MedPAC Offers Possible Offsets For Medicare Physician Pay Fix
Still, Obama's deficit-reduction plan, released yesterday, includes no funding for the doc fix. Some are eyeing a Medicaid adjustment that will garner $13 billion in savings as a possible source of money - but competition is stiff for these funds.
CQ HealthBeat: MedPAC Unveils Offset List
The Medicare Payment Advisory Commission on Monday released a draft list of proposals it says could be used to offset the cost of overhauling the Medicare physician payment formula. The offsets are divided into two categories: $50 billion in savings would come from proposals that have been recommended by the commission in previous reports or comments letters, and $180 billion would come from suggestions by such outside groups as the Department of Health and Human Services, the Office of Inspector General and the Congressional Budget Office (Reichard, 9/19).
Politico Pro: Obama Plan Has No Funding For 'Doc Fix'
President Barack Obama's new deficit plan assumes that Washington will not allow the more than 30 percent pay cut to Medicare providers to take effect — but it also assumes that a permanent "doc fix" will add to the deficit because Congress won't pay for it. In earlier budget negotiations, Democrats and doctors had pushed for a permanent elimination of the Sustainable Growth Rate payment formula, which has been on the books since 1997. But the administration does not propose paying for this fix in the deficit plan released Monday. Instead, it adds the cost of paying for the doc fix — which the administration calculates as $293 billion — to the overall deficit (Feder, 9/20).
Politico Pro: Medicaid Fix Is A Pay-For-But Pay For What?
Amid Congress's singular focus on deficit reduction, Sen. Ben Nelson has found about 13 billion reasons to be happy. The centrist Democrat from Nebraska is sitting on a health care bill that has Republican support and is priced to move. It would save about $13 billion over 10 years by fixing a Medicaid formula miscalculation embedded in the health reform law. The bill's bipartisan leanings and generous score make it doubly attractive to lawmakers always on the lookout for "pay-fors" — and there are a lot of things that lawyers and lobbyists would like to pay for, whether it's a highway, the "doc fix" or deficit reduction (Dobias, 9/20).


• **What is needed**
Please print each entry below exactly as it stands, but without any pictures.

• **Given records**

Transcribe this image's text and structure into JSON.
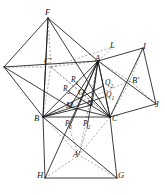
{
  "figure": {
    "background_color": "#ffffff",
    "stroke_color": "#1a1a1a",
    "dashed_color": "#5a5a5a",
    "width": 165,
    "height": 195
  },
  "labels": [
    {
      "id": "F",
      "text": "F",
      "sub": "",
      "prime": false,
      "x": 45,
      "y": 8
    },
    {
      "id": "Cp",
      "text": "C",
      "sub": "",
      "prime": true,
      "x": 44,
      "y": 57
    },
    {
      "id": "L",
      "text": "L",
      "sub": "",
      "prime": false,
      "x": 110,
      "y": 41
    },
    {
      "id": "I",
      "text": "I",
      "sub": "",
      "prime": false,
      "x": 143,
      "y": 42
    },
    {
      "id": "A",
      "text": "A",
      "sub": "",
      "prime": false,
      "x": 95,
      "y": 54
    },
    {
      "id": "Bp",
      "text": "B",
      "sub": "",
      "prime": true,
      "x": 132,
      "y": 76
    },
    {
      "id": "J",
      "text": "J",
      "sub": "",
      "prime": false,
      "x": 155,
      "y": 100
    },
    {
      "id": "R1",
      "text": "R",
      "sub": "1",
      "prime": false,
      "x": 71,
      "y": 76
    },
    {
      "id": "R2",
      "text": "R",
      "sub": "2",
      "prime": false,
      "x": 63,
      "y": 85
    },
    {
      "id": "Q2",
      "text": "Q",
      "sub": "2",
      "prime": false,
      "x": 105,
      "y": 79
    },
    {
      "id": "Q1",
      "text": "Q",
      "sub": "1",
      "prime": false,
      "x": 106,
      "y": 91
    },
    {
      "id": "O",
      "text": "O",
      "sub": "",
      "prime": false,
      "x": 78,
      "y": 88
    },
    {
      "id": "M",
      "text": "M",
      "sub": "",
      "prime": false,
      "x": 66,
      "y": 101
    },
    {
      "id": "N",
      "text": "N",
      "sub": "",
      "prime": false,
      "x": 87,
      "y": 99
    },
    {
      "id": "B",
      "text": "B",
      "sub": "",
      "prime": false,
      "x": 34,
      "y": 114
    },
    {
      "id": "P1",
      "text": "P",
      "sub": "1",
      "prime": false,
      "x": 65,
      "y": 120
    },
    {
      "id": "P2",
      "text": "P",
      "sub": "2",
      "prime": false,
      "x": 83,
      "y": 120
    },
    {
      "id": "C",
      "text": "C",
      "sub": "",
      "prime": false,
      "x": 112,
      "y": 114
    },
    {
      "id": "Ap",
      "text": "A",
      "sub": "",
      "prime": true,
      "x": 73,
      "y": 150
    },
    {
      "id": "H",
      "text": "H",
      "sub": "",
      "prime": false,
      "x": 37,
      "y": 171
    },
    {
      "id": "G",
      "text": "G",
      "sub": "",
      "prime": false,
      "x": 118,
      "y": 171
    }
  ],
  "points": {
    "F": [
      48,
      18
    ],
    "E": [
      4,
      67
    ],
    "Cp": [
      51,
      67
    ],
    "A": [
      98,
      61
    ],
    "L": [
      113,
      47
    ],
    "I": [
      143,
      48
    ],
    "Bp": [
      130,
      81
    ],
    "J": [
      156,
      104
    ],
    "B": [
      43,
      117
    ],
    "C": [
      110,
      117
    ],
    "H": [
      45,
      178
    ],
    "G": [
      117,
      178
    ],
    "Ap": [
      79,
      155
    ],
    "P1": [
      69,
      128
    ],
    "P2": [
      87,
      128
    ],
    "M": [
      70,
      107
    ],
    "N": [
      92,
      105
    ],
    "O": [
      83,
      94
    ],
    "R1": [
      76,
      83
    ],
    "R2": [
      69,
      92
    ],
    "Q1": [
      104,
      97
    ],
    "Q2": [
      103,
      86
    ],
    "K": [
      46,
      108
    ]
  },
  "solid_edges": [
    [
      "F",
      "E"
    ],
    [
      "E",
      "B"
    ],
    [
      "B",
      "F"
    ],
    [
      "F",
      "A"
    ],
    [
      "F",
      "C"
    ],
    [
      "F",
      "B"
    ],
    [
      "E",
      "A"
    ],
    [
      "E",
      "M"
    ],
    [
      "B",
      "C"
    ],
    [
      "B",
      "H"
    ],
    [
      "H",
      "G"
    ],
    [
      "G",
      "C"
    ],
    [
      "B",
      "A"
    ],
    [
      "A",
      "C"
    ],
    [
      "A",
      "I"
    ],
    [
      "I",
      "J"
    ],
    [
      "J",
      "C"
    ],
    [
      "C",
      "A"
    ],
    [
      "A",
      "J"
    ],
    [
      "I",
      "C"
    ],
    [
      "B",
      "G"
    ],
    [
      "H",
      "A"
    ],
    [
      "B",
      "N"
    ],
    [
      "M",
      "C"
    ],
    [
      "A",
      "M"
    ],
    [
      "A",
      "N"
    ],
    [
      "B",
      "Q1"
    ],
    [
      "B",
      "Q2"
    ],
    [
      "R1",
      "C"
    ],
    [
      "R2",
      "C"
    ],
    [
      "A",
      "P1"
    ],
    [
      "A",
      "P2"
    ]
  ],
  "dashed_edges": [
    [
      "F",
      "Cp"
    ],
    [
      "E",
      "Cp"
    ],
    [
      "Cp",
      "A"
    ],
    [
      "Cp",
      "B"
    ],
    [
      "Cp",
      "C"
    ],
    [
      "Cp",
      "L"
    ],
    [
      "A",
      "L"
    ],
    [
      "A",
      "Bp"
    ],
    [
      "I",
      "Bp"
    ],
    [
      "Bp",
      "C"
    ],
    [
      "Bp",
      "J"
    ],
    [
      "A",
      "Ap"
    ],
    [
      "B",
      "Ap"
    ],
    [
      "C",
      "Ap"
    ],
    [
      "H",
      "Ap"
    ],
    [
      "G",
      "Ap"
    ],
    [
      "Ap",
      "P1"
    ],
    [
      "Ap",
      "P2"
    ],
    [
      "B",
      "Bp"
    ],
    [
      "C",
      "Cp"
    ]
  ]
}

• **Answer to the exercise**
Transcribe this image's text and structure into JSON.
{
  "figure": {
    "background_color": "#ffffff",
    "stroke_color": "#1a1a1a",
    "dashed_color": "#5a5a5a",
    "width": 165,
    "height": 195
  },
  "labels": [
    {
      "id": "F",
      "text": "F",
      "sub": "",
      "prime": false,
      "x": 45,
      "y": 8
    },
    {
      "id": "Cp",
      "text": "C",
      "sub": "",
      "prime": true,
      "x": 44,
      "y": 57
    },
    {
      "id": "L",
      "text": "L",
      "sub": "",
      "prime": false,
      "x": 110,
      "y": 41
    },
    {
      "id": "I",
      "text": "I",
      "sub": "",
      "prime": false,
      "x": 143,
      "y": 42
    },
    {
      "id": "A",
      "text": "A",
      "sub": "",
      "prime": false,
      "x": 95,
      "y": 54
    },
    {
      "id": "Bp",
      "text": "B",
      "sub": "",
      "prime": true,
      "x": 132,
      "y": 76
    },
    {
      "id": "J",
      "text": "J",
      "sub": "",
      "prime": false,
      "x": 155,
      "y": 100
    },
    {
      "id": "R1",
      "text": "R",
      "sub": "1",
      "prime": false,
      "x": 71,
      "y": 76
    },
    {
      "id": "R2",
      "text": "R",
      "sub": "2",
      "prime": false,
      "x": 63,
      "y": 85
    },
    {
      "id": "Q2",
      "text": "Q",
      "sub": "2",
      "prime": false,
      "x": 105,
      "y": 79
    },
    {
      "id": "Q1",
      "text": "Q",
      "sub": "1",
      "prime": false,
      "x": 106,
      "y": 91
    },
    {
      "id": "O",
      "text": "O",
      "sub": "",
      "prime": false,
      "x": 78,
      "y": 88
    },
    {
      "id": "M",
      "text": "M",
      "sub": "",
      "prime": false,
      "x": 66,
      "y": 101
    },
    {
      "id": "N",
      "text": "N",
      "sub": "",
      "prime": false,
      "x": 87,
      "y": 99
    },
    {
      "id": "B",
      "text": "B",
      "sub": "",
      "prime": false,
      "x": 34,
      "y": 114
    },
    {
      "id": "P1",
      "text": "P",
      "sub": "1",
      "prime": false,
      "x": 65,
      "y": 120
    },
    {
      "id": "P2",
      "text": "P",
      "sub": "2",
      "prime": false,
      "x": 83,
      "y": 120
    },
    {
      "id": "C",
      "text": "C",
      "sub": "",
      "prime": false,
      "x": 112,
      "y": 114
    },
    {
      "id": "Ap",
      "text": "A",
      "sub": "",
      "prime": true,
      "x": 73,
      "y": 150
    },
    {
      "id": "H",
      "text": "H",
      "sub": "",
      "prime": false,
      "x": 37,
      "y": 171
    },
    {
      "id": "G",
      "text": "G",
      "sub": "",
      "prime": false,
      "x": 118,
      "y": 171
    }
  ],
  "points": {
    "F": [
      48,
      18
    ],
    "E": [
      4,
      67
    ],
    "Cp": [
      51,
      67
    ],
    "A": [
      98,
      61
    ],
    "L": [
      113,
      47
    ],
    "I": [
      143,
      48
    ],
    "Bp": [
      130,
      81
    ],
    "J": [
      156,
      104
    ],
    "B": [
      43,
      117
    ],
    "C": [
      110,
      117
    ],
    "H": [
      45,
      178
    ],
    "G": [
      117,
      178
    ],
    "Ap": [
      79,
      155
    ],
    "P1": [
      69,
      128
    ],
    "P2": [
      87,
      128
    ],
    "M": [
      70,
      107
    ],
    "N": [
      92,
      105
    ],
    "O": [
      83,
      94
    ],
    "R1": [
      76,
      83
    ],
    "R2": [
      69,
      92
    ],
    "Q1": [
      104,
      97
    ],
    "Q2": [
      103,
      86
    ],
    "K": [
      46,
      108
    ]
  },
  "solid_edges": [
    [
      "F",
      "E"
    ],
    [
      "E",
      "B"
    ],
    [
      "B",
      "F"
    ],
    [
      "F",
      "A"
    ],
    [
      "F",
      "C"
    ],
    [
      "F",
      "B"
    ],
    [
      "E",
      "A"
    ],
    [
      "E",
      "M"
    ],
    [
      "B",
      "C"
    ],
    [
      "B",
      "H"
    ],
    [
      "H",
      "G"
    ],
    [
      "G",
      "C"
    ],
    [
      "B",
      "A"
    ],
    [
      "A",
      "C"
    ],
    [
      "A",
      "I"
    ],
    [
      "I",
      "J"
    ],
    [
      "J",
      "C"
    ],
    [
      "C",
      "A"
    ],
    [
      "A",
      "J"
    ],
    [
      "I",
      "C"
    ],
    [
      "B",
      "G"
    ],
    [
      "H",
      "A"
    ],
    [
      "B",
      "N"
    ],
    [
      "M",
      "C"
    ],
    [
      "A",
      "M"
    ],
    [
      "A",
      "N"
    ],
    [
      "B",
      "Q1"
    ],
    [
      "B",
      "Q2"
    ],
    [
      "R1",
      "C"
    ],
    [
      "R2",
      "C"
    ],
    [
      "A",
      "P1"
    ],
    [
      "A",
      "P2"
    ]
  ],
  "dashed_edges": [
    [
      "F",
      "Cp"
    ],
    [
      "E",
      "Cp"
    ],
    [
      "Cp",
      "A"
    ],
    [
      "Cp",
      "B"
    ],
    [
      "Cp",
      "C"
    ],
    [
      "Cp",
      "L"
    ],
    [
      "A",
      "L"
    ],
    [
      "A",
      "Bp"
    ],
    [
      "I",
      "Bp"
    ],
    [
      "Bp",
      "C"
    ],
    [
      "Bp",
      "J"
    ],
    [
      "A",
      "Ap"
    ],
    [
      "B",
      "Ap"
    ],
    [
      "C",
      "Ap"
    ],
    [
      "H",
      "Ap"
    ],
    [
      "G",
      "Ap"
    ],
    [
      "Ap",
      "P1"
    ],
    [
      "Ap",
      "P2"
    ],
    [
      "B",
      "Bp"
    ],
    [
      "C",
      "Cp"
    ]
  ]
}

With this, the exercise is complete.